Office workflow in a mixed environment
Written by
Chris Wright
Published
December 5, 2018

I’m not quite sure how I’ve ended up here, but here we are, using Excel and Word to work on files stored in Google Drive and iCloud on an iPad Pro and a Surface Book 2. And, remarkably, it all works rather well.

File storage is mainly in Google Drive, we have GSuite for email and storage so that makes sense economically at least. I have several free, and one paid for (by a client as it happens), Microsoft accounts and I installed Excel and Word on the iPad and on the Windows laptop and logged in to my paid account. I did initially use a free account and as far as I could see it all worked just as well, but I need access to my client’s SharePoint anyway so it is easier to use that account.

I’ve installed the Google Drive app as well on iOS, and installed the G Drive sync app on Windows. I’ve also installed the iCloud sync app on Windows. That syncs pictures, contacts, and files. Finally I’ve installed the Microsoft OneDrive app on iOS to get access to my client’s SharePoint files using either that app or the Files app.

I’ve added my Google account as an account on iOS and told it to sync mail, calendars, contacts. I’ve added my domain hosted email account (which is hosted on GSuite) to the Mail app on iOS.

Now I can find a file in GDrive, iCloud or SharePoint/OneDrive, using the Files App on iOS or the Finder in Windows, or in my emails using the Mail app on iOS or the Gmail web interface in a browser in Windows, click on the file to open it in Excel or Word, edit it, save it in place, and share it as necessary. It is this editing in place, without copying the file to another location which is the breakthrough. That may seem like nothing to a non iOS user, but the way iOS has handled files in the past has been to make copies of them in the relevant app’s folder in iCloud, work on that and then have to manually save it back into the original place. The other recent breakthrough is the Files app itself, which allows me to add GDrive and OneDrive/SharePoint as a location (once I’ve installed the Drive and OneDrive apps) and then search and access folders and files stored there as easily as those on iCloud.

I have previously tried using Numbers and Pages instead of Excel and Word but, as is pretty common, most of my files originate from someone else emailing a file to me, and they are never, like absolutely never, numbers or pages files. I’ve literally never seen one in the wild. They are always Office format files. So I need to work on them in that format, or convert them twice every time I edit a file which I’m sharing with someone else. This is a shame as I actually like the iWorks apps a lot.

I have also, with rather more success, used Google’s efforts, Docs and Sheets. I have actually managed to work on these with someone else occasionally, the experience is really good, the sharing functionality is great, the apps are clean and easy to use. But, for 99% of the files I get to work on, and for 99% of the people I have to send files to, they have to be in Office formats – so again I’m in for multiple converting of formats if I want to use Google’s apps.

Hence the mixed setup I’m now using. In a sense I get the best of all worlds. It probably starts with email hosting. I’ve tried a few (FastMail most recently, Office365 before that) but for my use case Google simply does email better than anyone else. They host my domain name, which is essential and rules out iCloud as Apple don’t do that. The search is fast and reliable and easy. The uptime is 99.999% or thereabouts, so pretty reliable. The spam filtering is superb. I was astonished at the amount of spam, phishing etc, that I saw when I switched to FastMail for 3 months. And with a GSuite Business plan for £6.60 a month I get unlimited storage for emails and everything else.

That of course leads on to using Google Drive as the primary storage platform, unlimited storage included in the email hosting plan is pretty difficult to beat. Search across files (including their contents) is of course superb, Google knows a a bit about search after all.

And the third element, using Microsoft’s Office apps, is kind of forced on me by my client’s workflows. But actually this works really well in any case, as described above, the in place editing on iOS and Windows is excellent.

Of course with different hardware and OSes in play it may not be the best solution, I didn’t get on too well with a Chromebook for example as Office is not as well integrated with Chromeos and neither are the apps (Android or Chrome) as polished. On a Chromebook you really do want to use Google’s apps if you can.

But for me, for now, I’m impressed with Microsoft’s cross platform strategy and I’m using it to get the best out of the various tools available to me.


What to work on:
Wherever the word "cards" appears in a line of the records, copy that line.

=-=-=-=-=

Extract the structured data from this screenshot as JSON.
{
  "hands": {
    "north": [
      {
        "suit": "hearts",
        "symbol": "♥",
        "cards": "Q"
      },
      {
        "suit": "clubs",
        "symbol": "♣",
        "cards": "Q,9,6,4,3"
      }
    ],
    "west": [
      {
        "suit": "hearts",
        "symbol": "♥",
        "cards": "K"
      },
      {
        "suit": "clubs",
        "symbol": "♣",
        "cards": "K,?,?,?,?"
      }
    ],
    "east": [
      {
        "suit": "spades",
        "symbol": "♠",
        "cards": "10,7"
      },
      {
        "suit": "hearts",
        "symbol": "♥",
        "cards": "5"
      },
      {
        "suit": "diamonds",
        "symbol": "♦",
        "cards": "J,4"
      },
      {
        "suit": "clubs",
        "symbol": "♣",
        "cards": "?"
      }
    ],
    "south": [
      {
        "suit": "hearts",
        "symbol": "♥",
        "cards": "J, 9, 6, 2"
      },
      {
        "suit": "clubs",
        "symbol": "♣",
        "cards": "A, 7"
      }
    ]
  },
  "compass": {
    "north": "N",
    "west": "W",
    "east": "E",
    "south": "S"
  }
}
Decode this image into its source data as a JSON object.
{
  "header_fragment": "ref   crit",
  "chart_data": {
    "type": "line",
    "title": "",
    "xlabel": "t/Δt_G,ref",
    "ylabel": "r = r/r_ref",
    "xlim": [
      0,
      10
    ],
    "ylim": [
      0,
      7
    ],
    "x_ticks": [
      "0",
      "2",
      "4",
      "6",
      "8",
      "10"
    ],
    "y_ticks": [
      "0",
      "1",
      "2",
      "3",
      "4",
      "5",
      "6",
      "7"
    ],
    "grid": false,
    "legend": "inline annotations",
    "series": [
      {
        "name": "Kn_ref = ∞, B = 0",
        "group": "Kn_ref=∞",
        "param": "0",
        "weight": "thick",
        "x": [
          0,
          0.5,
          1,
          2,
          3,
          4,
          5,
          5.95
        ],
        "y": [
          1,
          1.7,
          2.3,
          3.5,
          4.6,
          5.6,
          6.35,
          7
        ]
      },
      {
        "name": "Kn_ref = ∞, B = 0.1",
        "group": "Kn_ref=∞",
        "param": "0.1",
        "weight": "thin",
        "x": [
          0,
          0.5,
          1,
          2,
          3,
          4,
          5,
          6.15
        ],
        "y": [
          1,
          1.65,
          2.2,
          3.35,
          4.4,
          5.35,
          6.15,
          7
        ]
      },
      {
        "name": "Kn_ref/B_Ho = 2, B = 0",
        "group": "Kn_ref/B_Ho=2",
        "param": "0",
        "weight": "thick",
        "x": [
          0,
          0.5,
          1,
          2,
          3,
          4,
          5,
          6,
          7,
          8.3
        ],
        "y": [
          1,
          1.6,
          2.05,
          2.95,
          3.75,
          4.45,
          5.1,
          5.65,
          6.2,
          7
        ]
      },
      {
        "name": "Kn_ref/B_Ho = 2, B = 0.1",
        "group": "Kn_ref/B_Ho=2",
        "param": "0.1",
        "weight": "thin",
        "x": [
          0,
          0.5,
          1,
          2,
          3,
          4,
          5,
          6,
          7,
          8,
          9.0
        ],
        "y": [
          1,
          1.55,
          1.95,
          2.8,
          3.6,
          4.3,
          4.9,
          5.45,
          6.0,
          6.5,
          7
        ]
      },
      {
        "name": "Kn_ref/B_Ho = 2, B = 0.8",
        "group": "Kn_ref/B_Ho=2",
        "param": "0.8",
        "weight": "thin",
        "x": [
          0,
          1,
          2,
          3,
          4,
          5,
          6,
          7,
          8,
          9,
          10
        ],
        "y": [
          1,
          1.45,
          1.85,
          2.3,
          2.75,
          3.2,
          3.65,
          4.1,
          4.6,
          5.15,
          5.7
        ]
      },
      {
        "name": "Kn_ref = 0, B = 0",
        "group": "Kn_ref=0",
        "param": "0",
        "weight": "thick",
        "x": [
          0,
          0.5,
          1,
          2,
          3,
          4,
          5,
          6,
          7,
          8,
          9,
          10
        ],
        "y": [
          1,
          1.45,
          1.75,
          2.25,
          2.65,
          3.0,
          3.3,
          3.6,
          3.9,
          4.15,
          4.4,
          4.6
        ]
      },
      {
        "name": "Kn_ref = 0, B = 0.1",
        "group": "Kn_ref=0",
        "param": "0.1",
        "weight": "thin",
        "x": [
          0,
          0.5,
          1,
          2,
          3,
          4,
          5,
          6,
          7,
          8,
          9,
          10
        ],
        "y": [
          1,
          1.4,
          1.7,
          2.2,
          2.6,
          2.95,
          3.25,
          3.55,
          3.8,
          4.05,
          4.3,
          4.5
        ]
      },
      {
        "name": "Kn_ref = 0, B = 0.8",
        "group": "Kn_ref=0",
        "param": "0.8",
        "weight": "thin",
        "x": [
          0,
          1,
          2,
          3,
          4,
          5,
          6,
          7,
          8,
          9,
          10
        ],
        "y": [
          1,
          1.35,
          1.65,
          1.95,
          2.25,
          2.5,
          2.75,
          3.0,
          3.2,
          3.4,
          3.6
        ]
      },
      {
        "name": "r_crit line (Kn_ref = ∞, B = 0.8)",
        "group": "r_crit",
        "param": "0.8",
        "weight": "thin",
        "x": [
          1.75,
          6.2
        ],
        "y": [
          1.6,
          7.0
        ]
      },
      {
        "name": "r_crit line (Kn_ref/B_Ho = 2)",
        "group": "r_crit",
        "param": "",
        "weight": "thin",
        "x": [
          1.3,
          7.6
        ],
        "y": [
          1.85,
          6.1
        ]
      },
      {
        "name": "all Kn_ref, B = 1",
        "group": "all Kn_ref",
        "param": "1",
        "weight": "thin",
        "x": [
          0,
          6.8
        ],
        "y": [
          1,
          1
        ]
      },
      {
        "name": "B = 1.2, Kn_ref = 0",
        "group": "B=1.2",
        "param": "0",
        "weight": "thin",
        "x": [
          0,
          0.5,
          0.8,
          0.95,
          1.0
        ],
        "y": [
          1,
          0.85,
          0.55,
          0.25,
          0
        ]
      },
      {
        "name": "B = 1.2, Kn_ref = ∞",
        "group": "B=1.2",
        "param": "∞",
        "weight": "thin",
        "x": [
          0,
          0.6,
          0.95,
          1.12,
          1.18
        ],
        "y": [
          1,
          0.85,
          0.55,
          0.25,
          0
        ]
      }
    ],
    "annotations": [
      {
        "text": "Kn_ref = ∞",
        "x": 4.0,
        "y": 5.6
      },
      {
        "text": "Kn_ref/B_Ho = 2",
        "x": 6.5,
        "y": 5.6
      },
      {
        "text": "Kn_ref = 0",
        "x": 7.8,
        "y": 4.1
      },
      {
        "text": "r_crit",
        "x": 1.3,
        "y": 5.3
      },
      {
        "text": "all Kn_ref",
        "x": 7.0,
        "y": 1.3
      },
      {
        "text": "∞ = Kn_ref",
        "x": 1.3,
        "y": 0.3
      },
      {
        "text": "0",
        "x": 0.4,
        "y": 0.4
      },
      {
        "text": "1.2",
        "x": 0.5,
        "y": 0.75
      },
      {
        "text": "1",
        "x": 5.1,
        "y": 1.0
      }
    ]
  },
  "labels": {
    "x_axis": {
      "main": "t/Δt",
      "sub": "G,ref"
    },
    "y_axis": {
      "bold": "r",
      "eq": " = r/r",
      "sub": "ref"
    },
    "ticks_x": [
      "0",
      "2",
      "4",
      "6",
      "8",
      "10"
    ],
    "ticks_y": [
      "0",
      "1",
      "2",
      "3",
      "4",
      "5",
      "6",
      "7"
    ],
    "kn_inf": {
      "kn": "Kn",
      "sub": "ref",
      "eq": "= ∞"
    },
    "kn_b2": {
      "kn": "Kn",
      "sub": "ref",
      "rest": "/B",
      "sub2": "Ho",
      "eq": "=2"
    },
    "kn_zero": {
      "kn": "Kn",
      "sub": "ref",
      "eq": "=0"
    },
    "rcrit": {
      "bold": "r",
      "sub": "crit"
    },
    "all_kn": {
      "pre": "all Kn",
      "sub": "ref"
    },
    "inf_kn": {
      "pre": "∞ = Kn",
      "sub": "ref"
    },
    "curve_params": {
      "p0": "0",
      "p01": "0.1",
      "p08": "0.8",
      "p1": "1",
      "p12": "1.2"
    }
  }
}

=-=-=-=-=

Solution to the problem:
        "cards": "Q"
        "cards": "Q,9,6,4,3"
        "cards": "K"
        "cards": "K,?,?,?,?"
        "cards": "10,7"
        "cards": "5"
        "cards": "J,4"
        "cards": "?"
        "cards": "J, 9, 6, 2"
        "cards": "A, 7"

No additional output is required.